Atta looked at him. “Mourner’s tear bottles?”

“Clever woman. Yes, my mother said they were not only a way to remember the dead but a great form of protection. She set about collecting these over the years. Here.” He gently opened the lid to the case and selected one of the bottles, a deep amber one with filigreed vines crawling up from the bottom all the way to the ornate cap. The beautiful bottle swayed on its chain. “Turn around.”

Too stunned to argue, she put her back to him, moving her hair over her shoulder when he unfastened the clasp. His arms came around her, his proximity, the cloying scent of him and his chest so close to her back making her head spin. Gently, he fastened the necklace, his knuckles grazing the nape of the neck, and Atta had never been so grateful she hadn’t worn a turtleneck in all her life.

“There,” he said and softly touched her shoulders to spin her around. “It suits you.” She looked up at him, at a loss for words, and he cleared his throat. “Well, I’d better show you why I brought you here, hm? We’ll need our coats.”

“Did your mother stay in the green room at Briseis House?” she asked as they walked back through the manor.

“Yes, she did. My parents both stayed at Briseis, as did I. My family has a long history in that building and the Society.”

He didn’t ask her how she knew, or why she asked, and Atta was grateful.

Bundled up and huddled in their scarves against the cold Irish wind misting them with rain, they made their way across the grounds. The garden and grove were shrouded in a great deal of fog, too difficult to make out much, but off in the distance rose a massive, old hawthorn tree. Its branches bore no leaves, jutting like jagged arms into the mist, its trunk a mass of twisted wood, a hole gouged out of the centre like an open chest cavity.

“The hawthorn,” she said, voice raised against the wind.

Sonder looked to where she pointed, adjusting his scarf over his ears. “Ah, that one is the oldest on the grounds, but it’s not the one I brought you here to see.”

A moment later, Atta was stunned speechless again. A structure of frosted glass and intricate black metalwork towered above them, nearly as tall as the manor itself. He opened the door that was truly a work of art itself and Atta spotted . . . plants. So many plants.

“Is this a greenhouse?” she asked in disbelief.

“It is, indeed. Have a look.” He held open the door, and she stepped inside, forgetting the cold in the unnatural warmth, in the presence of wild flora she’d never seen.
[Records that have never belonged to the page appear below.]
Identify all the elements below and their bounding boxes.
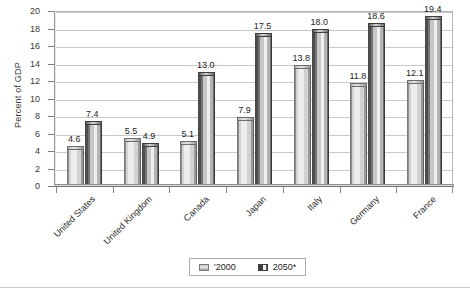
x-axis-category-label: United States: [52, 194, 97, 239]
x-axis-tick: [169, 187, 170, 193]
bar-group: 4.67.4: [67, 11, 102, 186]
bar-cap: [180, 141, 197, 145]
bar: [85, 121, 102, 186]
legend-entry[interactable]: '2000: [199, 262, 236, 272]
bar-value-label: 18.6: [367, 11, 385, 21]
bar-body: [85, 124, 102, 186]
bar-cap: [142, 143, 159, 147]
bar: [255, 33, 272, 186]
x-axis-category-label: France: [411, 194, 438, 221]
bar-group: 11.818.6: [350, 11, 385, 186]
legend-label: '2000: [214, 262, 236, 272]
y-axis-tick-label: 16: [30, 41, 40, 51]
bar-value-label: 11.8: [349, 71, 366, 81]
bar-body: [350, 86, 367, 186]
bar-body: [198, 75, 215, 186]
bar-value-label: 5.5: [125, 126, 138, 136]
y-axis-tick-label: 10: [30, 94, 40, 104]
bar-body: [180, 144, 197, 186]
x-axis-category-label: Italy: [306, 194, 325, 213]
bar-body: [124, 141, 141, 186]
bar-cap: [425, 16, 442, 20]
bar: [180, 141, 197, 186]
bar-body: [237, 120, 254, 186]
bar-cap: [237, 117, 254, 121]
bar-body: [368, 26, 385, 186]
y-axis-tick-label: 0: [35, 181, 40, 191]
y-axis-tick-labels: 20181614121086420: [18, 6, 40, 186]
bar-cap: [67, 146, 84, 150]
bar-cap: [294, 65, 311, 69]
bar-value-label: 13.0: [197, 60, 215, 70]
x-axis-category-label: Canada: [181, 194, 210, 223]
bar: [425, 16, 442, 186]
bar-value-label: 13.8: [292, 53, 310, 63]
bar-body: [407, 83, 424, 186]
bar: [350, 83, 367, 186]
legend-label: 2050*: [273, 262, 297, 272]
y-axis-tick-label: 14: [30, 59, 40, 69]
y-axis-tick-label: 18: [30, 24, 40, 34]
bar-cap: [312, 29, 329, 33]
bar-group: 12.119.4: [407, 11, 442, 186]
bar-chart: Percent of GDP 20181614121086420 4.67.45…: [0, 0, 470, 288]
y-axis-tick-label: 6: [35, 129, 40, 139]
bar-body: [312, 32, 329, 187]
y-axis-tick-label: 20: [30, 6, 40, 16]
bar-value-label: 12.1: [406, 68, 424, 78]
bar-cap: [350, 83, 367, 87]
y-axis-tick-label: 8: [35, 111, 40, 121]
bar-value-label: 4.6: [68, 134, 81, 144]
bar-group: 5.113.0: [180, 11, 215, 186]
bar-value-label: 19.4: [424, 4, 442, 14]
x-axis-tick: [56, 187, 57, 193]
bar: [124, 138, 141, 186]
bar-value-label: 5.1: [182, 129, 195, 139]
bar-group: 7.917.5: [237, 11, 272, 186]
bar-cap: [368, 23, 385, 27]
x-axis-category-label: United Kingdom: [102, 194, 154, 246]
bar-cap: [255, 33, 272, 37]
bars-layer: 4.67.45.54.95.113.07.917.513.818.011.818…: [56, 11, 453, 186]
x-axis-ticks: [56, 187, 453, 193]
x-axis-category-label: Japan: [243, 194, 267, 218]
bar: [368, 23, 385, 186]
bar-value-label: 7.9: [238, 105, 251, 115]
x-axis-tick: [113, 187, 114, 193]
bar-body: [142, 146, 159, 186]
y-axis-tick-label: 4: [35, 146, 40, 156]
bar-group: 5.54.9: [124, 11, 159, 186]
x-axis-tick: [226, 187, 227, 193]
legend-swatch-icon: [199, 264, 209, 271]
bar-value-label: 4.9: [143, 131, 156, 141]
bar-value-label: 7.4: [86, 109, 99, 119]
legend-swatch-icon: [258, 264, 268, 271]
legend-entry[interactable]: 2050*: [258, 262, 297, 272]
bar-body: [294, 68, 311, 186]
bar: [237, 117, 254, 186]
bar: [67, 146, 84, 186]
bar: [142, 143, 159, 186]
bar-cap: [124, 138, 141, 142]
bar-body: [425, 19, 442, 186]
x-axis-tick: [396, 187, 397, 193]
y-axis-tick-label: 2: [35, 164, 40, 174]
bar-cap: [198, 72, 215, 76]
x-axis-tick: [452, 187, 453, 193]
bar: [312, 29, 329, 187]
bar-cap: [407, 80, 424, 84]
bar: [294, 65, 311, 186]
bar-value-label: 18.0: [310, 17, 328, 27]
bar: [407, 80, 424, 186]
x-axis-category-labels: United StatesUnited KingdomCanadaJapanIt…: [56, 194, 453, 250]
bar-value-label: 17.5: [254, 21, 272, 31]
x-axis-category-label: Germany: [348, 194, 381, 227]
x-axis-tick: [283, 187, 284, 193]
bar-body: [255, 36, 272, 186]
bar-cap: [85, 121, 102, 125]
x-axis-tick: [340, 187, 341, 193]
y-axis-tick-label: 12: [30, 76, 40, 86]
legend: '20002050*: [189, 258, 306, 276]
bar-group: 13.818.0: [294, 11, 329, 186]
bar: [198, 72, 215, 186]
A veritable jungle of it. Vascular plants similar to ferns clustered on the ground, several different types of creeping plants crawled along the walls and glass roof, florals in inhuman colours dotted the beautiful chaos, and there, at the end of an overgrown path of stones, was the barest hint of a tree trunk visible, and a skeletal arm, held aloft by vines.

Atta

“What is this place?” Atta said on an exhale, her pulse loud in her ears. She tore her eyes from the scene and looked to Sonder.

“Ah.” He’d removed his coat and stood with his hands in his trouser pockets, looking more nervous than when he’d taken her into the shadows and said he wanted to show her something. “Well, some would say this is the last vestige of my sanity unfurling.” Sonder ran a hand through his hair, a grin tipping up the corners of his lips. “But I call it research.”

Gingerly pushing back overzealous vines, Sonder ushered her toward the tree trunk, another twisted hawthorn she noticed as they approached it. Two sets of bones were held there, nearly invisible for the flora, but a sliver could be seen here and there, the skeletons side by side like lovers entombed in vines.

“This is the epicentre,” he explained. “It all seems to originate from this body, all these vines and flora. When you wrote that paper on mycelium and its connectivity to the rest of the whole, to other plants, I began to think perhaps that’s what this place is.”

Atta reached out to brush her fingers along a dark violet bud, its stem entwined around the radius bone of the corpse Sonder was referencing.

This time, the migraine began at the crest of her skull, blooming like a flower, making her sway on her feet. She tore her hand away before Sonder could notice, but not before she saw the woman from her room. The one in bed, in agony, her veins turning black. The one from the giant portrait in Sonder’s sitting room.